Each tube contained:
- Some stickers and candy (intended for children dragged along in the game)
- A detailed 4' × 3' map of London from 1927:
- A sheet of paper labeled "Places of Interest" and another with the team name along the top and a puzzling grid below:
Solution
The first step in this challenge was to find on the map all the locations listed on the paper. This could be challenging due to the size and small writing on the map, but some reasoning about many places helped speed the process. For example, the four bridges would of course cross the river, the eight commons and parks would show green grass, and railway stations would be along rail lines. Still, there was a lot of detail to be scanned by the team. Below is a close up of London Bridge on the map; the full map is about 45 times larger than this image.
The map itself was labeled with the letters "A"-"O" across the top and bottom (though excluding the letter "I") and the numbers 1-13 down the sides. Each location thus yielded a spot on the map. London Bridge, for example, yields a coordinate of M7.
The second step of the challenge was to find the values in the grid corresponding to these locations, in order. Looking up M7, for example, yields a grid value of 9s3.

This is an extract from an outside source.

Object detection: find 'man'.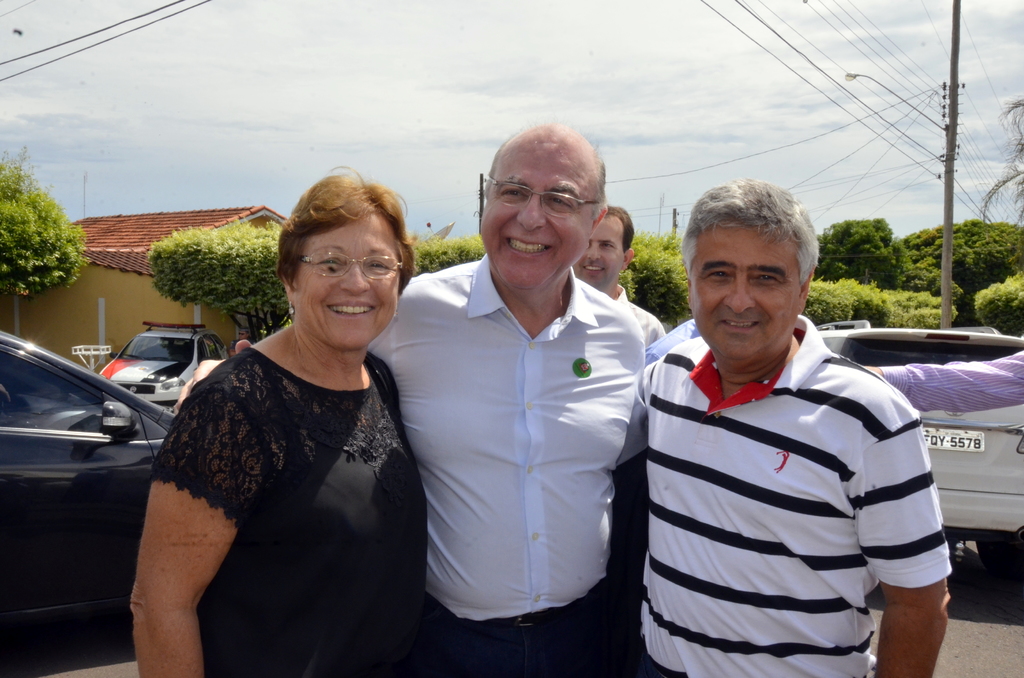
left=174, top=118, right=648, bottom=677.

The third step of the challenge was the hardest: figuring out what those values meant. The presence of the 's' on some grid values was the clue. On multiple family reunions of the past, every family member was given a t-shirt with a 'team number' on the back, indicating their age-ordered sequence in the family. My mother, the oldest, had a '1' on the back of her shirt. My father had a '1s', for 'spouse'. Each grid value referred to a specific family member.
The fourth step in this challenge was to properly write down the names of all family members, in age order. For example, the 9th family member happens to be me, while 9s corresponds to my wife, Lisa. The subscripted 3 indicated the third letter of her name ('S').
Performing this location->grid->name->letter translation for each location in order yielded the message "SWAPGRIDLETTERSANDNUMBERS". (Or it should have; see below.)
Performing the lookups again after transposing the grid gave the teams their next location. The various clues they received were: SIGNATTHEMTNNORTHENTRANCE, SWIMBYWATERFALLROPEONTREE, ATOPOFTHESTAIRSTOTHETOWER, TREEALONEINAFIELDBYTHEOSH, QUARRYWHERETHREEROADSMEET, CLIMBATOPWHEREBOATSDODOCK.
There was, embarrassingly, a flaw in this puzzle. The ordered list of family member names I used to generate the grid was wrong. I somehow failed to include two family members, which caused all numbering—and thus all letters—from their number and higher to be wrong. About one in four of properly-decoded letters was wrong. Luckily, we had a way for teams to get hints, and eventually every team had to be given their next location directly.
Continue on to The Archery Challenge, or see the results of this challenge.